Retailer Paper Plus is unveiling a $22 million store expansion and refurbishment plan as it shifts to a greater focus on bookselling.
It will revamp all of its 104 stores nationwide over the next two years and open up to 25 new outlets.
Chief executive Rob Smith said following extensive market research the group had identified books and stationery as its biggest growth opportunities.
But that was not how customers were perceiving the retailer. "We were seen more as a cards and novelties operator."
As a result Paper Plus is rejigging its business model.
The books section will now be at the entrance to the stores, franchise holders are training to become "book champions", and media personality Kerre Woodham has been signed on for another two years as the chain's book ambassador.
Despite the multi-media age, book customers still wanted the next page-turner recommended to them, Smith said.
Aiding its business plan is research company Nielsen's BookScan service.
As of December every New Zealand book retailing chain is now signed up to the data collection service, resulting in up-to-the-minute figures on what's selling.
The top 100 titles accounted for 20 per cent of book sales in this country, Smith said, and that was where Paper Plus was targeting its efforts.
"The number of books the consumer wants is quite narrow. So it's understanding what those books are and that you're always in stock with those types of titles."
He and book manager Joan McKenzie - formerly group book manager for Whitcoulls - had just conducted a series of training seminars around the country to upskill franchisees. In addition the chain would offer a "bookfind" service to source any title it did not stock, and would launch online retailing early next year.
Woodham's association with the retailer had been successful - when she endorsed a book Paper Plus' market share in that title doubled, Smith said.
Peter Kalan, New Zealand managing director of Whitcoulls and Borders, agreed a recommendation was a key part of whether a customer bought a book, "particularly if they get recommended a title that is like one they have read before".
To that end the company was expanding its range of titles in Borders and grouping them in genres, as it did in Whitcoulls.
It was also reinvigorating its training programme for store managers along the same lines as Paper Plus was doing.
Paper Plus' mostly husband-and-wife franchisees, who will put up the funds for the refurbishments, gave the group's new strategy the green light at the annual conference in August and by Christmas 28 stores will have received a makeover.
The group upgraded its Sylvia Park store in 2007 as a testing ground, moving on to Masterton in December 2008. But by then the world financial crisis had hit, causing it to pause and reassess.
Further research reaffirmed its strategy, Smith said.
The books and stationery sector dipped 4.7 per cent in the year to March and was down around 3 per cent in the current year, Smith said. In this environment Paper Plus was faring well with annual sales remaining flat at $151 million.
However, a serious recovery was not expected until 2011.
"If that is the case, then our business, it's about positioning for when that happens."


WORK INSTRUCTIONS.
Search term "screenshot": copy each line of the data containing it.

Figure collection entries.
┄┄┄┄┄┄┄┄┄┄┄┄┄┄┄┄┄┄┄┄
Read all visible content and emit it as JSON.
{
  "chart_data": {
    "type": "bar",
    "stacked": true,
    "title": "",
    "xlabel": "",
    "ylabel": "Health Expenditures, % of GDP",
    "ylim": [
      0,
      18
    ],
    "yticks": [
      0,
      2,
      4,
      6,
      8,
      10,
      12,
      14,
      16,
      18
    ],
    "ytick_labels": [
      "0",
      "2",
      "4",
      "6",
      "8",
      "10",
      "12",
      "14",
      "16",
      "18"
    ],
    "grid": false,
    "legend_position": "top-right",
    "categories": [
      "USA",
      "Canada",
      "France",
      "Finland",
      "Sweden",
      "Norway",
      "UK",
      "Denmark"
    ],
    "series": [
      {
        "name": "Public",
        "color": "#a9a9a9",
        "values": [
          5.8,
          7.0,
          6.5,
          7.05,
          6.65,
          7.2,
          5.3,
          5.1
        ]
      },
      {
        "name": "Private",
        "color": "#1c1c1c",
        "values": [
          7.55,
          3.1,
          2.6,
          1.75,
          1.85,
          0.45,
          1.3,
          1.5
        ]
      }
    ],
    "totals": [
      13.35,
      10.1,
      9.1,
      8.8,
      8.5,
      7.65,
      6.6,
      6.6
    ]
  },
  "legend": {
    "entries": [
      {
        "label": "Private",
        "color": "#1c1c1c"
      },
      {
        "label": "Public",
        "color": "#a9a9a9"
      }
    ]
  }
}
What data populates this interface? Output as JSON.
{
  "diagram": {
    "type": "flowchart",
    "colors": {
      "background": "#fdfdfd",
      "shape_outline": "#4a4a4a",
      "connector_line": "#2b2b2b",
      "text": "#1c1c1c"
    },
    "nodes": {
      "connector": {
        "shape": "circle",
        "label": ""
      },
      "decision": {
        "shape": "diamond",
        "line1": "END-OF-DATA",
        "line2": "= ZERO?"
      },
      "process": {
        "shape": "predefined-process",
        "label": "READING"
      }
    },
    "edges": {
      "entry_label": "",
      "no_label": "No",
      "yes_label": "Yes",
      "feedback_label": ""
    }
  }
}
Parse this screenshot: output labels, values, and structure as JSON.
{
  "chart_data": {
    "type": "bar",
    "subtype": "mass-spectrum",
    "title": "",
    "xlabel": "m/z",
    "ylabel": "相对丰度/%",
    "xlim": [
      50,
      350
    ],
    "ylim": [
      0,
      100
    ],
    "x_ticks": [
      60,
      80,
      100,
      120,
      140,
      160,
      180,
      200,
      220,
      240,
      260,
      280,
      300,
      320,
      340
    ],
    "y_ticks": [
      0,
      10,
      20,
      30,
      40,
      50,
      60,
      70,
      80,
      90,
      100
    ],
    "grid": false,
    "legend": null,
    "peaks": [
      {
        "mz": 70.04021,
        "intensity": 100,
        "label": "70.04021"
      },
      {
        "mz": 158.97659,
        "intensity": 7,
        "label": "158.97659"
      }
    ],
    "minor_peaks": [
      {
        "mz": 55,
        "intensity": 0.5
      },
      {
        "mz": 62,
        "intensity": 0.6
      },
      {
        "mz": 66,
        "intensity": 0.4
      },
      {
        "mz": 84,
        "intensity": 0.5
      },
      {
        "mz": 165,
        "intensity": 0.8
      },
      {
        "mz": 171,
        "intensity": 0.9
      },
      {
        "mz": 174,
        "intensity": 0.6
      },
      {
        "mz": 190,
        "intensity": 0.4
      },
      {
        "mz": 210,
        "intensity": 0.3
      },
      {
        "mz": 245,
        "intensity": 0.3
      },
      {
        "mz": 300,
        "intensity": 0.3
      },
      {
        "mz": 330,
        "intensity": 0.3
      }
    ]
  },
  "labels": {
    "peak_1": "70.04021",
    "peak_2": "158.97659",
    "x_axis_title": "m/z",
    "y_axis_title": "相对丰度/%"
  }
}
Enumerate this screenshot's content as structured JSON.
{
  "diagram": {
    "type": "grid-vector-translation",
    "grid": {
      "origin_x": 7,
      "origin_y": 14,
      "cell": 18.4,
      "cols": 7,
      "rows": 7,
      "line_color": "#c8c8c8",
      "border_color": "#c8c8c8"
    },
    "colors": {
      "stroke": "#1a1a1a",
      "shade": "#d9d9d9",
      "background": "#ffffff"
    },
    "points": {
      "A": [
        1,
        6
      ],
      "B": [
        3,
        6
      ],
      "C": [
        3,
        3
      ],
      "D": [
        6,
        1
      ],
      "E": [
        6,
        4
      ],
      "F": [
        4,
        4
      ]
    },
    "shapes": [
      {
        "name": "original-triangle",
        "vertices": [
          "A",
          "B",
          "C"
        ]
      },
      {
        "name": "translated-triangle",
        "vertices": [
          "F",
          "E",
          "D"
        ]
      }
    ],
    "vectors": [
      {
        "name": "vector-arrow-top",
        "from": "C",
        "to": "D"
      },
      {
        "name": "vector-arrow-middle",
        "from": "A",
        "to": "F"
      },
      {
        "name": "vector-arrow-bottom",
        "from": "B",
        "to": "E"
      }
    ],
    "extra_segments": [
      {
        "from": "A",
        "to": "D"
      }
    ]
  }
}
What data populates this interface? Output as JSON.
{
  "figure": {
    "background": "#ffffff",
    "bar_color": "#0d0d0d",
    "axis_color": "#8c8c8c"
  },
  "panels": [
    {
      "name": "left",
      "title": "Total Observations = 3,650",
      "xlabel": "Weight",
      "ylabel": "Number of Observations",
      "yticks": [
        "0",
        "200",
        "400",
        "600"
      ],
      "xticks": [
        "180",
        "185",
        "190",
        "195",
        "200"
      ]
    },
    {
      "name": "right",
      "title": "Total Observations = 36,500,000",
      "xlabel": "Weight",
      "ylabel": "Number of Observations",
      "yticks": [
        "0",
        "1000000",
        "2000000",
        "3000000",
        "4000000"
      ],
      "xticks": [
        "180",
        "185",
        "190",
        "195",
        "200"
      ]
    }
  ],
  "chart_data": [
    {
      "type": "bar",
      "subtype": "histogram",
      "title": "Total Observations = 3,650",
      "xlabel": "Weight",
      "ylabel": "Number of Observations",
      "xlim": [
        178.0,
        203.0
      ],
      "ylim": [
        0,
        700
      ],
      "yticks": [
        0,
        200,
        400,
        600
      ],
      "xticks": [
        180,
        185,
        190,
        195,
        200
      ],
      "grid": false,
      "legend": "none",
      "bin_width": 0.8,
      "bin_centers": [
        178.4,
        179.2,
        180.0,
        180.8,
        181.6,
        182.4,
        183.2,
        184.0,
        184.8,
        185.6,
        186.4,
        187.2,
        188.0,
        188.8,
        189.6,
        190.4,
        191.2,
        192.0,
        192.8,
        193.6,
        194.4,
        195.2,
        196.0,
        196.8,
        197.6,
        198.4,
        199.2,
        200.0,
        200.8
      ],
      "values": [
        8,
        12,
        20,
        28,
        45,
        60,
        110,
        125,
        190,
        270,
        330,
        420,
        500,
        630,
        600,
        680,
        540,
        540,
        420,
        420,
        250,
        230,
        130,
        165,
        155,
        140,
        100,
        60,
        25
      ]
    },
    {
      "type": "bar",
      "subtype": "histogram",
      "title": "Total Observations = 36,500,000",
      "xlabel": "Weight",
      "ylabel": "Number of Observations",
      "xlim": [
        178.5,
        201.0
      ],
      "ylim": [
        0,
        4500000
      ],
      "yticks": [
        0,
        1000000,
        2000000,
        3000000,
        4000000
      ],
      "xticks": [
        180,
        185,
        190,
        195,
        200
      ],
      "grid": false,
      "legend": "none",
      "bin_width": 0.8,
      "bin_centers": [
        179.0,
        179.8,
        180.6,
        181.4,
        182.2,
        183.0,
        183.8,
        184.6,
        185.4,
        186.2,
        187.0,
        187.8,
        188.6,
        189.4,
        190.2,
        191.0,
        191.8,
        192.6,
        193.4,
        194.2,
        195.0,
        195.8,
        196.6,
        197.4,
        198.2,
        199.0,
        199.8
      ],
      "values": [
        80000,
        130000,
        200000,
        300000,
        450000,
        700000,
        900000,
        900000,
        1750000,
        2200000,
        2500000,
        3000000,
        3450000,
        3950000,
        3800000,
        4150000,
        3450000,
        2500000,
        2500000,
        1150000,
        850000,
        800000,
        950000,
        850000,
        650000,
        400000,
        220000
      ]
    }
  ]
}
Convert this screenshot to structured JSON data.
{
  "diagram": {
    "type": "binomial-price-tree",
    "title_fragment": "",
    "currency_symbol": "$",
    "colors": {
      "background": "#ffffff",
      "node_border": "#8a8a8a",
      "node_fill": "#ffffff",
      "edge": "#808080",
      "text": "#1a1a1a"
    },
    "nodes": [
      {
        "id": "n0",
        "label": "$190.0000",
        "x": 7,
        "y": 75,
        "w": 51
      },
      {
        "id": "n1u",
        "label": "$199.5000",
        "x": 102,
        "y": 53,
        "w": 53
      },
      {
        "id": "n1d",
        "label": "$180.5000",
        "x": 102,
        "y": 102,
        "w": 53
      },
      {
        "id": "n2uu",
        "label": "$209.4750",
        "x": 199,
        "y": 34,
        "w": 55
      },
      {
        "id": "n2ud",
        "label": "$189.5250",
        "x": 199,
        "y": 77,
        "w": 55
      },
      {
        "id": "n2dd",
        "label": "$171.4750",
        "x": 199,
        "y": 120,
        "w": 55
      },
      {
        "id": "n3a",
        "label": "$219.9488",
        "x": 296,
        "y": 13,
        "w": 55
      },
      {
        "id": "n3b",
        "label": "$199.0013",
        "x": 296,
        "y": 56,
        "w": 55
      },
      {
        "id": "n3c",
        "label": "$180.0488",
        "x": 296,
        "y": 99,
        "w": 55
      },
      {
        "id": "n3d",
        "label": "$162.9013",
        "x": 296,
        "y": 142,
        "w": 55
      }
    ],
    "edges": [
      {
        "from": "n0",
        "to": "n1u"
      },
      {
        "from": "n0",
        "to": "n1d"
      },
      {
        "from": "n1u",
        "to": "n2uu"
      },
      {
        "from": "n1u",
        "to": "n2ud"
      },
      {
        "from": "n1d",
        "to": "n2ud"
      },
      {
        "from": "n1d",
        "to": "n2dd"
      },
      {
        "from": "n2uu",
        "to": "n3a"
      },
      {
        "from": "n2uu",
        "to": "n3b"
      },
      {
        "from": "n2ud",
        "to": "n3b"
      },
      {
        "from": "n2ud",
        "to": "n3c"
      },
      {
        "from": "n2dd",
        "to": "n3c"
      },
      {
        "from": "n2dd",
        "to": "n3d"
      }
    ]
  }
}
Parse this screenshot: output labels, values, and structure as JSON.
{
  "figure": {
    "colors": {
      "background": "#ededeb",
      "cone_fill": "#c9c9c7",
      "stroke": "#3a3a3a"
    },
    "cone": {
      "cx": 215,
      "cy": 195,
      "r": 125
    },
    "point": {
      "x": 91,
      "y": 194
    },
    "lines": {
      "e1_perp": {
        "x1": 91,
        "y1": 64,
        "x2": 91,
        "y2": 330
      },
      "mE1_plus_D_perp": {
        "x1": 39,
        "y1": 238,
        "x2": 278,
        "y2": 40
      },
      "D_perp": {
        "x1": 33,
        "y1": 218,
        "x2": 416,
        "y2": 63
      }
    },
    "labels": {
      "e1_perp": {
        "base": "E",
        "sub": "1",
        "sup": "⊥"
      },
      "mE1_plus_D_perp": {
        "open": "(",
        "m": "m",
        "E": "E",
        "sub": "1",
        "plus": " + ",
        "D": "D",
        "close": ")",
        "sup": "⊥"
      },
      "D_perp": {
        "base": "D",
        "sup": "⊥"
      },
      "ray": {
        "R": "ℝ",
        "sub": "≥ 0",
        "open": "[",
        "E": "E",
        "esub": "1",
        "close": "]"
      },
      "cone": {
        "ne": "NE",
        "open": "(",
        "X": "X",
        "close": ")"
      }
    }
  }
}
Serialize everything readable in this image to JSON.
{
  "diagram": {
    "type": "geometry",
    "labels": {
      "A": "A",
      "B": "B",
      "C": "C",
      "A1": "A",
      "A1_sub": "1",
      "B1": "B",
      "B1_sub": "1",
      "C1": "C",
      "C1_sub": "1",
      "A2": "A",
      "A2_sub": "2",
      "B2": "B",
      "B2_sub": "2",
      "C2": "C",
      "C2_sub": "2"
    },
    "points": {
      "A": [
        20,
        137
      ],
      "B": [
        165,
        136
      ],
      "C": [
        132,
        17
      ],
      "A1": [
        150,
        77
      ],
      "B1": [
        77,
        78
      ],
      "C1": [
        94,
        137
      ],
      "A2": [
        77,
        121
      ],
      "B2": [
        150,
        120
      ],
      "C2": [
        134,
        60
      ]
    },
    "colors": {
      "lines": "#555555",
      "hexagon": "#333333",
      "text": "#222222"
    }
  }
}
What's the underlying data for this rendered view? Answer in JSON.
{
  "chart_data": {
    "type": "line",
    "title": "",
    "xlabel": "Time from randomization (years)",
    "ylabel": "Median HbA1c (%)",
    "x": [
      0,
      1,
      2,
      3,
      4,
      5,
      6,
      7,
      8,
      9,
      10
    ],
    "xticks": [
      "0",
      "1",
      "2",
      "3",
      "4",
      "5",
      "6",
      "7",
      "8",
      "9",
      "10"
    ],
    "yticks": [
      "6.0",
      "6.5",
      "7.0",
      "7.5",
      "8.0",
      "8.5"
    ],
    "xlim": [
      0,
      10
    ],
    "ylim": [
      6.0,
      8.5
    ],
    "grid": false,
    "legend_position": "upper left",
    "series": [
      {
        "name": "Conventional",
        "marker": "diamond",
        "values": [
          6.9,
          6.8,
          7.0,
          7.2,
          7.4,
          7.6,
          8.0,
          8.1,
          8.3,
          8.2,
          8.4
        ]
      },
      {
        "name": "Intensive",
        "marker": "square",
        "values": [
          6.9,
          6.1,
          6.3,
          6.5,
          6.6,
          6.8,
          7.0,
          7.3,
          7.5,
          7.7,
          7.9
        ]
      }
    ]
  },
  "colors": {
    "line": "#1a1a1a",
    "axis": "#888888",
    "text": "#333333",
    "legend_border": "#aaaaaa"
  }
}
┄┄┄┄┄┄┄┄┄┄┄┄┄┄┄┄┄┄┄┄
THE ANSWER.
Parse this screenshot: output labels, values, and structure as JSON.
Enumerate this screenshot's content as structured JSON.
Convert this screenshot to structured JSON data.
Parse this screenshot: output labels, values, and structure as JSON.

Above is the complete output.